Advanced HooksPro· 30 min read

useMemo & useCallback

Optimise performance by avoiding unnecessary recalculations and re-creations.

What you will learn

  • Memoise expensive values with useMemo
  • Memoise functions with useCallback
  • Know when optimisation is worth it

Avoid redoing expensive work

useMemo remembers a computed value and only recalculates it when its dependencies change. useCallback does the same for functions.

useMemo for values, useCallback for functions
// Only recompute when 'numbers' changes
const total = useMemo(() => {
  return numbers.reduce((sum, n) => sum + n, 0);
}, [numbers]);

// Keep the same function reference between renders
const handleClick = useCallback(() => {
  doSomething(id);
}, [id]);

Normally a component re-runs all its code on every render. These two hooks let React skip repeating work when nothing it depends on has changed:

  • useMemouseMemo(() => numbers.reduce(...), [numbers]) runs the calculation and remembers the result. On the next render, if numbers is the same as before, React hands back the saved total instead of adding everything up again. It only recalculates when numbers (the dependency) actually changes.
  • useCallbackuseCallback(() => doSomething(id), [id]) remembers the function itself, so React gives you the exact same function each render (instead of creating a fresh one). This matters when you pass a function down to a child that is optimised to skip re-rendering when its props have not changed.

Note: Think of the dependency array as “only redo this when one of these values changes”. With [numbers], the total is recomputed only when numbers changes; with [id], the function is rebuilt only when id changes.
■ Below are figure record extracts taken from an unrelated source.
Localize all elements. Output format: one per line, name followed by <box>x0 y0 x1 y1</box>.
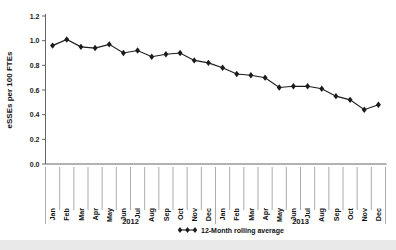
x-tick-label: Apr <box>261 208 270 221</box>
x-tick-label: Feb <box>62 207 71 220</box>
x-tick-label: Dec <box>204 208 213 221</box>
series-data-point <box>248 72 253 78</box>
x-tick-label: Oct <box>346 207 355 220</box>
series-data-point <box>376 102 381 108</box>
y-tick-label: 0.2 <box>30 136 40 143</box>
series-data-point <box>234 71 239 77</box>
x-tick-label: Mar <box>247 208 256 221</box>
series-data-point <box>263 74 268 80</box>
series-data-point <box>277 84 282 90</box>
series-data-point <box>291 83 296 89</box>
series-data-point <box>78 44 83 50</box>
legend-label: 12-Month rolling average <box>201 227 284 235</box>
y-tick-label: 1.0 <box>30 37 40 44</box>
y-tick-label: 0.0 <box>30 161 40 168</box>
x-tick-label: Aug <box>147 208 156 222</box>
chart-container: 0.00.20.40.60.81.01.2eSSEs per 100 FTEsJ… <box>0 0 396 250</box>
series-data-point <box>163 51 168 57</box>
x-tick-label: Nov <box>360 208 369 222</box>
series-data-point <box>50 42 55 48</box>
series-data-point <box>64 36 69 42</box>
footer-band <box>0 240 396 250</box>
y-tick-label: 0.6 <box>30 87 40 94</box>
x-tick-label: Sep <box>162 207 171 221</box>
series-data-point <box>206 60 211 66</box>
x-tick-label: Dec <box>374 208 383 221</box>
year-group-label: 2013 <box>292 217 309 226</box>
series-data-point <box>178 50 183 56</box>
series-data-point <box>93 45 98 51</box>
series-data-point <box>192 57 197 63</box>
series-data-point <box>135 47 140 53</box>
y-tick-label: 1.2 <box>30 13 40 20</box>
x-tick-label: May <box>275 208 284 222</box>
year-group-label: 2012 <box>122 217 139 226</box>
series-data-point <box>305 83 310 89</box>
x-tick-label: May <box>105 208 114 222</box>
series-data-point <box>348 97 353 103</box>
x-tick-label: Jan <box>48 208 57 220</box>
series-data-point <box>333 93 338 99</box>
x-tick-label: Nov <box>190 208 199 222</box>
series-line-12-month-rolling-average <box>53 39 379 109</box>
x-tick-label: Jan <box>218 208 227 220</box>
series-data-point <box>107 41 112 47</box>
x-tick-label: Sep <box>332 207 341 221</box>
line-chart: 0.00.20.40.60.81.01.2eSSEs per 100 FTEsJ… <box>0 0 396 250</box>
x-tick-label: Apr <box>91 208 100 221</box>
x-tick-label: Feb <box>232 207 241 220</box>
series-data-point <box>121 50 126 56</box>
series-data-point <box>362 107 367 113</box>
x-tick-label: Mar <box>77 208 86 221</box>
y-tick-label: 0.8 <box>30 62 40 69</box>
y-tick-label: 0.4 <box>30 111 40 118</box>
series-data-point <box>149 54 154 60</box>
x-tick-label: Aug <box>317 208 326 222</box>
x-tick-label: Oct <box>176 207 185 220</box>
series-data-point <box>319 86 324 92</box>
y-axis-title: eSSEs per 100 FTEs <box>5 51 14 128</box>
series-data-point <box>220 65 225 71</box>
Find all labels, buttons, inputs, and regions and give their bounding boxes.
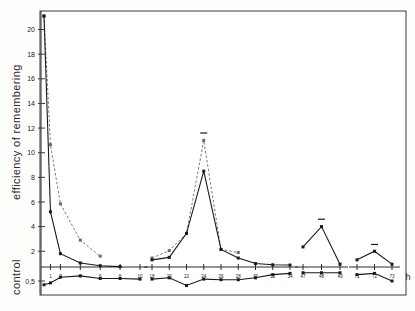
y-tick-label: 12 [27,125,35,132]
data-point-marker [43,15,46,18]
control-axis-label: control [10,259,22,295]
data-point-marker [59,276,62,279]
figure-container: 20181614121086420,5 12468101820222426283… [0,0,415,311]
data-point-marker [79,274,82,277]
data-point-marker [356,273,359,276]
data-point-marker [391,280,394,283]
data-point-marker [339,263,342,266]
x-tick-label: 47 [300,274,306,279]
data-point-marker [271,263,274,266]
data-point-marker [202,170,205,173]
x-tick-label: 48 [319,274,325,279]
x-axis-title: h [405,272,410,282]
data-point-marker [237,251,240,254]
x-tick-label: 22 [184,274,190,279]
y-axis-title: efficiency of remembering [10,64,22,200]
data-point-marker [43,283,46,286]
data-point-marker [168,276,171,279]
x-tick-label: 1 [49,274,52,279]
data-point-marker [202,278,205,281]
data-point-marker [237,257,240,260]
chart-svg: 20181614121086420,5 12468101820222426283… [0,0,415,311]
data-point-marker [373,250,376,253]
data-point-marker [79,239,82,242]
data-point-marker [139,278,142,281]
control-tick-label: 0,5 [25,278,35,285]
y-tick-label: 14 [27,100,35,107]
y-tick-label: 10 [27,149,35,156]
data-point-marker [339,271,342,274]
data-point-marker [79,261,82,264]
data-point-marker [302,245,305,248]
data-point-marker [302,271,305,274]
y-tick-label: 6 [31,199,35,206]
data-point-marker [289,264,292,267]
data-point-marker [151,278,154,281]
data-point-marker [99,277,102,280]
data-point-marker [99,264,102,267]
data-point-marker [59,252,62,255]
y-tick-label: 16 [27,75,35,82]
data-point-marker [320,271,323,274]
y-tick-label: 2 [31,248,35,255]
data-point-marker [168,249,171,252]
data-point-marker [391,263,394,266]
y-tick-label: 20 [27,26,35,33]
data-point-marker [49,210,52,213]
data-point-marker [220,278,223,281]
data-point-marker [289,272,292,275]
data-point-marker [356,258,359,261]
data-point-marker [185,232,188,235]
x-tick-label: 49 [337,274,343,279]
data-point-marker [202,139,205,142]
x-tick-label: 73 [389,274,395,279]
data-point-marker [254,276,257,279]
data-point-marker [119,265,122,268]
data-point-marker [151,258,154,261]
data-point-marker [168,256,171,259]
data-point-marker [99,255,102,258]
y-tick-label: 4 [31,223,35,230]
data-point-marker [237,278,240,281]
data-point-marker [220,248,223,251]
y-tick-label: 18 [27,51,35,58]
y-tick-label: 8 [31,174,35,181]
data-point-marker [119,277,122,280]
data-point-marker [59,202,62,205]
data-point-marker [320,225,323,228]
data-point-marker [254,262,257,265]
data-point-marker [49,143,52,146]
data-point-marker [185,284,188,287]
data-point-marker [271,273,274,276]
data-point-marker [49,281,52,284]
data-point-marker [373,272,376,275]
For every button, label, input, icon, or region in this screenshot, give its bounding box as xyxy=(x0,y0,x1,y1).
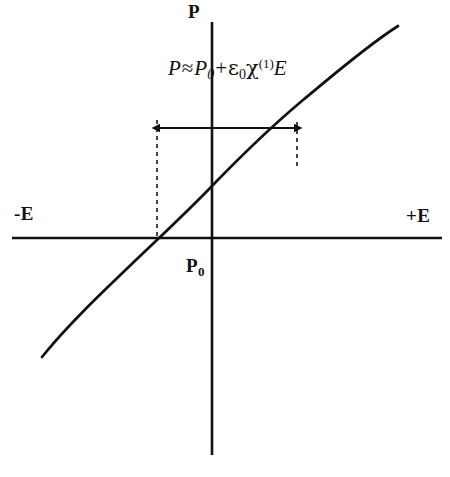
origin-polarization-label: P0 xyxy=(186,256,205,278)
x-axis-label-negative: -E xyxy=(14,204,34,223)
equation-chi-symbol: χ xyxy=(246,56,259,80)
equation-epsilon-symbol: ε xyxy=(228,56,239,80)
equation-approx-symbol: ≈ xyxy=(181,56,195,80)
equation-chi-superscript: (1) xyxy=(259,56,274,71)
equation-plus-symbol: + xyxy=(214,56,228,80)
equation-lhs: P xyxy=(168,56,181,80)
origin-label-subscript: 0 xyxy=(198,264,205,279)
polarization-field-diagram: P -E +E P0 P≈P0+ε0χ(1)E xyxy=(0,0,450,477)
equation-p0-base: P xyxy=(194,56,207,80)
equation-epsilon-subscript: 0 xyxy=(239,67,246,82)
y-axis-label: P xyxy=(188,2,200,21)
polarization-equation: P≈P0+ε0χ(1)E xyxy=(168,57,287,82)
origin-label-base: P xyxy=(186,255,198,276)
equation-field-symbol: E xyxy=(274,56,287,80)
x-axis-label-positive: +E xyxy=(406,206,431,225)
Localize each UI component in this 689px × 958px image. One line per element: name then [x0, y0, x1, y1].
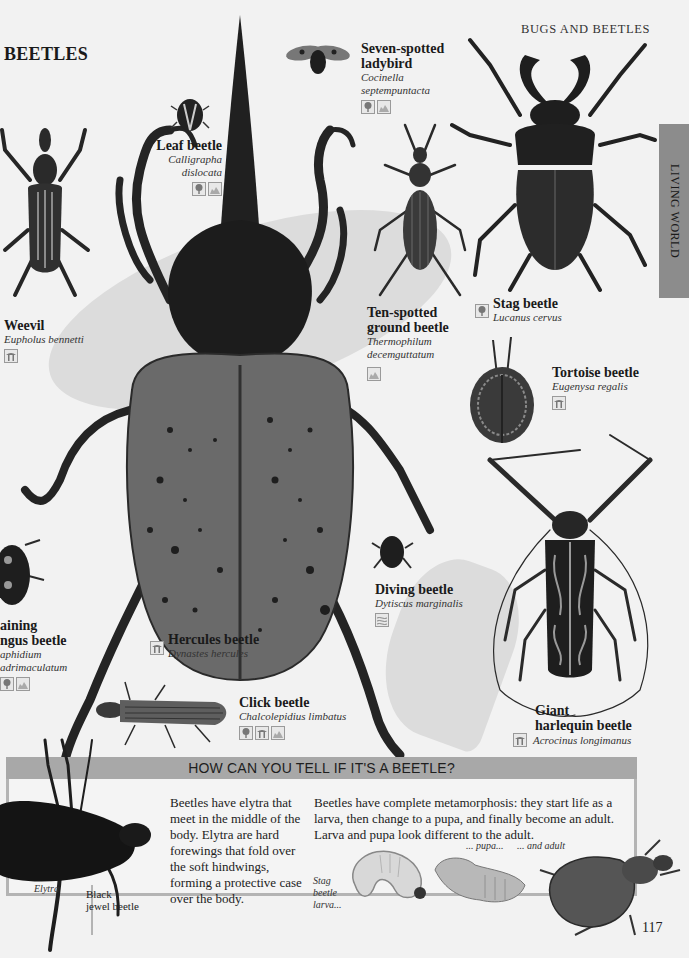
larva-label: Stag beetle larva...	[313, 875, 342, 911]
common-name: Click beetle	[239, 695, 346, 710]
common-name: ngus beetle	[0, 633, 67, 648]
latin-name: Cocinella	[361, 71, 444, 84]
larva-label-line: Stag	[313, 875, 342, 887]
forest-habitat-icon	[239, 726, 253, 740]
page-number: 117	[642, 920, 662, 936]
diving-beetle-image	[370, 528, 415, 573]
black-jewel-label-line: Black	[86, 888, 139, 900]
side-tab-label: LIVING WORLD	[667, 164, 682, 258]
latin-name: dislocata	[140, 166, 222, 179]
common-name: Diving beetle	[375, 582, 463, 597]
common-name: Leaf beetle	[140, 138, 222, 153]
latin-name: aphidium	[0, 648, 67, 661]
larva-label-line: larva...	[313, 899, 342, 911]
ladybird-image	[282, 40, 352, 80]
rainforest-habitat-icon	[513, 733, 527, 747]
black-jewel-beetle-image	[0, 735, 165, 955]
common-name: aining	[0, 618, 67, 633]
forest-habitat-icon	[0, 677, 14, 691]
grassland-habitat-icon	[377, 100, 391, 114]
tortoise-beetle-image	[465, 335, 540, 445]
rainforest-habitat-icon	[552, 396, 566, 410]
latin-name: adrimaculatum	[0, 661, 67, 674]
latin-name: Dytiscus marginalis	[375, 597, 463, 610]
adult-stag-beetle-image	[535, 835, 685, 940]
species-label-hercules-beetle: Hercules beetle Dynastes hercules	[150, 632, 259, 660]
latin-name: Eupholus bennetti	[4, 333, 84, 346]
species-label-fungus-beetle: aining ngus beetle aphidium adrimaculatu…	[0, 618, 67, 691]
fungus-beetle-image	[0, 535, 45, 615]
latin-name: Eugenysa regalis	[552, 380, 639, 393]
species-label-tortoise-beetle: Tortoise beetle Eugenysa regalis	[552, 365, 639, 410]
leaf-beetle-image	[170, 90, 210, 135]
common-name: ladybird	[361, 56, 444, 71]
elytra-description: Beetles have elytra that meet in the mid…	[170, 795, 310, 907]
larva-image	[340, 845, 430, 915]
common-name: Hercules beetle	[168, 632, 259, 647]
rainforest-habitat-icon	[150, 641, 164, 655]
harlequin-beetle-image	[470, 430, 670, 730]
grassland-habitat-icon	[367, 367, 381, 381]
common-name: Tortoise beetle	[552, 365, 639, 380]
species-label-weevil: Weevil Eupholus bennetti	[4, 318, 84, 363]
latin-name: Chalcolepidius limbatus	[239, 710, 346, 723]
species-label-diving-beetle: Diving beetle Dytiscus marginalis	[375, 582, 463, 627]
black-jewel-label-line: jewel beetle	[86, 900, 139, 912]
common-name: ground beetle	[367, 320, 449, 335]
species-label-stag-beetle: Stag beetle Lucanus cervus	[475, 296, 562, 324]
forest-habitat-icon	[361, 100, 375, 114]
grassland-habitat-icon	[16, 677, 30, 691]
latin-name: Lucanus cervus	[493, 311, 562, 324]
black-jewel-label: Black jewel beetle	[86, 888, 139, 912]
common-name: Seven-spotted	[361, 41, 444, 56]
species-label-click-beetle: Click beetle Chalcolepidius limbatus	[239, 695, 346, 740]
weevil-image	[0, 110, 95, 310]
common-name: harlequin beetle	[513, 718, 632, 733]
rainforest-habitat-icon	[4, 349, 18, 363]
common-name: Giant	[513, 703, 632, 718]
forest-habitat-icon	[475, 304, 489, 318]
larva-label-line: beetle	[313, 887, 342, 899]
species-label-harlequin-beetle: Giant harlequin beetle Acrocinus longima…	[513, 703, 632, 747]
rainforest-habitat-icon	[255, 726, 269, 740]
grassland-habitat-icon	[208, 182, 222, 196]
latin-name: Calligrapha	[140, 153, 222, 166]
grassland-habitat-icon	[271, 726, 285, 740]
elytra-label: Elytra	[34, 883, 59, 895]
freshwater-habitat-icon	[375, 613, 389, 627]
species-label-leaf-beetle: Leaf beetle Calligrapha dislocata	[140, 138, 222, 196]
side-tab-living-world[interactable]: LIVING WORLD	[659, 124, 689, 298]
latin-name: Dynastes hercules	[168, 647, 259, 660]
species-label-ground-beetle: Ten-spotted ground beetle Thermophilum d…	[367, 305, 449, 381]
latin-name: Thermophilum	[367, 335, 449, 348]
latin-name: septempuntacta	[361, 84, 444, 97]
species-label-ladybird: Seven-spotted ladybird Cocinella septemp…	[361, 41, 444, 114]
forest-habitat-icon	[192, 182, 206, 196]
common-name: Ten-spotted	[367, 305, 449, 320]
common-name: Stag beetle	[493, 296, 562, 311]
common-name: Weevil	[4, 318, 84, 333]
stag-beetle-image	[450, 25, 660, 300]
latin-name: decemguttatum	[367, 348, 449, 361]
pupa-image	[430, 850, 530, 910]
latin-name: Acrocinus longimanus	[533, 734, 631, 747]
pupa-label: ... pupa...	[466, 840, 504, 852]
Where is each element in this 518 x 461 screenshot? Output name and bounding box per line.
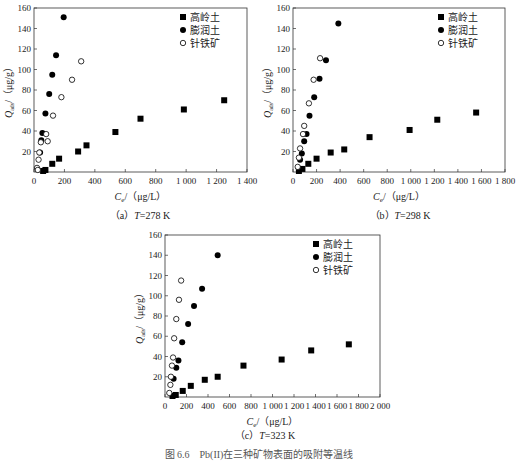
x-tick-label: 1 200 [424,176,445,186]
data-point [341,146,347,152]
data-point [43,131,48,136]
legend-label: 膨润土 [448,24,478,36]
y-tick-label: 20 [281,147,291,157]
data-point [301,123,306,128]
y-tick-label: 40 [153,352,163,362]
chart-panel-c: 02004006008001 0001 2001 4001 6001 8002 … [130,225,400,453]
y-tick-label: 60 [22,106,32,116]
data-point [56,156,62,162]
legend-label: 高岭土 [323,238,353,250]
scatter-plot-c: 02004006008001 0001 2001 4001 6001 8002 … [130,225,400,430]
y-tick-label: 120 [277,44,291,54]
data-point [35,167,40,172]
data-point [36,157,41,162]
data-point [180,388,186,394]
data-point [53,52,59,58]
data-point [61,14,67,20]
data-point [42,167,48,173]
y-tick-label: 100 [277,65,291,75]
y-tick-label: 40 [281,126,291,136]
legend-label: 膨润土 [190,24,220,36]
y-tick-label: 60 [153,331,163,341]
legend-marker [180,14,186,20]
legend-marker [313,267,318,272]
data-point [279,357,285,363]
x-tick-label: 1 600 [471,176,492,186]
data-point [300,131,305,136]
data-point [78,59,83,64]
x-tick-label: 800 [244,401,258,411]
data-point [434,117,440,123]
data-point [50,113,55,118]
panel-caption-c: （c）T=323 K [130,427,400,442]
y-tick-label: 120 [18,44,32,54]
y-axis-label: Qads/（μg/g） [3,62,15,118]
data-point [112,129,118,135]
y-tick-label: 140 [149,250,163,260]
data-point [45,139,50,144]
panel-caption-a: （a）T=278 K [0,207,280,222]
y-tick-label: 80 [22,85,32,95]
data-point [83,142,89,148]
x-tick-label: 800 [380,176,394,186]
y-tick-label: 20 [22,147,32,157]
x-tick-label: 1 400 [305,401,326,411]
data-point [46,91,52,97]
x-tick-label: 600 [119,176,133,186]
data-point [188,383,194,389]
legend-label: 针铁矿 [323,264,353,276]
x-tick-label: 200 [310,176,324,186]
x-tick-label: 200 [58,176,72,186]
x-tick-label: 800 [149,176,163,186]
data-point [308,347,314,353]
x-tick-label: 600 [357,176,371,186]
x-axis-label: Ce/（μg/L） [373,191,425,204]
data-point [49,72,55,78]
legend-label: 针铁矿 [448,37,478,49]
data-point [328,150,334,156]
data-point [170,355,175,360]
data-point [297,146,302,151]
x-tick-label: 600 [223,401,237,411]
data-point [171,336,176,341]
chart-panel-b: 02004006008001 0001 2001 4001 6001 80020… [260,0,518,230]
x-tick-label: 1 400 [237,176,258,186]
data-point [407,127,413,133]
x-tick-label: 0 [291,176,296,186]
scatter-plot-a: 02004006008001 0001 2001 400204060801001… [0,0,260,215]
legend-label: 针铁矿 [190,37,220,49]
data-point [168,382,173,387]
x-tick-label: 1 200 [284,401,305,411]
x-tick-label: 1 000 [401,176,422,186]
data-point [306,101,311,106]
data-point [75,149,81,155]
y-tick-label: 20 [153,372,163,382]
x-tick-label: 0 [32,176,37,186]
data-point [174,316,179,321]
data-point [185,321,191,327]
data-point [169,363,174,368]
x-tick-label: 400 [201,401,215,411]
data-point [311,77,316,82]
y-tick-label: 160 [18,3,32,13]
data-point [306,113,312,119]
x-tick-label: 1 800 [348,401,369,411]
data-point [176,297,181,302]
legend-marker [313,241,319,247]
data-point [69,77,74,82]
data-point [301,138,307,144]
legend-marker [313,254,319,260]
data-point [221,97,227,103]
legend-label: 高岭土 [448,11,478,23]
y-axis-label: Qads/（μg/g） [134,288,146,344]
y-tick-label: 100 [18,65,32,75]
panel-caption-b: （b）T=298 K [260,207,518,222]
data-point [323,57,329,63]
data-point [346,341,352,347]
data-point [199,286,205,292]
legend-marker [438,27,444,33]
y-tick-label: 160 [277,3,291,13]
y-tick-label: 140 [18,24,32,34]
y-tick-label: 140 [277,24,291,34]
data-point [168,374,173,379]
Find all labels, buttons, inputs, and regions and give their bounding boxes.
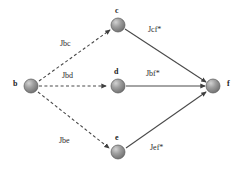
edge-b-e xyxy=(38,92,109,148)
node-d[interactable] xyxy=(111,79,125,93)
edge-e-f xyxy=(126,92,206,148)
edge-label-e-f: Jef* xyxy=(150,144,163,152)
edge-label-b-e: Jbe xyxy=(59,137,70,145)
node-c[interactable] xyxy=(111,18,125,32)
node-label-f: f xyxy=(227,80,230,88)
node-b[interactable] xyxy=(24,79,38,93)
edge-label-b-d: Jbd xyxy=(62,72,73,80)
edge-label-c-f: Jcf* xyxy=(148,26,161,34)
node-f[interactable] xyxy=(206,79,220,93)
node-label-c: c xyxy=(115,7,119,15)
edge-label-b-c: Jbc xyxy=(60,40,71,48)
edge-label-d-f: Jbf* xyxy=(146,70,160,78)
diagram-canvas: b c d e f Jbc Jbd Jbe Jcf* Jbf* Jef* xyxy=(0,0,243,172)
nodes-layer xyxy=(24,18,220,159)
edge-c-f xyxy=(125,29,206,82)
node-label-e: e xyxy=(115,134,119,142)
node-label-d: d xyxy=(114,68,118,76)
node-label-b: b xyxy=(13,80,17,88)
graph-svg xyxy=(0,0,243,172)
node-e[interactable] xyxy=(111,145,125,159)
edge-b-c xyxy=(39,30,110,81)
A concrete walk-through with real values. Say numbers is [10, 20, 30], so useMemo runs the calculation once and stores total = 60:

  • The component re-renders for some unrelated reason (say a different button was clicked). numbers is still [10, 20, 30], so React skips the reduce and hands back the saved 60 — no adding up again.
  • Now numbers changes to [10, 20, 30, 40]. The dependency changed, so useMemo re-runs the calculation and stores the new total = 100.

Note: Output (the value you would see for total): First render → 60 Unrelated re-render → 60 (re-used, not recalculated) After numbers becomes [10, 20, 30, 40] → 100 The sum is only re-added when numbers actually changes — that is the saving.

Watch out: Do not optimise everything — these hooks add complexity. Reach for them only when you have a real, measured performance problem (expensive calculations, large lists, or passing callbacks to memoised children).

Tip: Beginner advice: write clear code first. Add useMemo/useCallback later, only where profiling shows they help. Premature optimisation hurts readability.

Q. What does useMemo do?

Answer: useMemo memoises (caches) a computed value, recalculating only when its dependency array changes — avoiding wasted work.

✍️ Practice

  1. Wrap an expensive calculation in useMemo with the right dependencies.
  2. Wrap a callback in useCallback.

🏠 Homework

  1. Read about React performance and write down two situations where memoisation genuinely helps.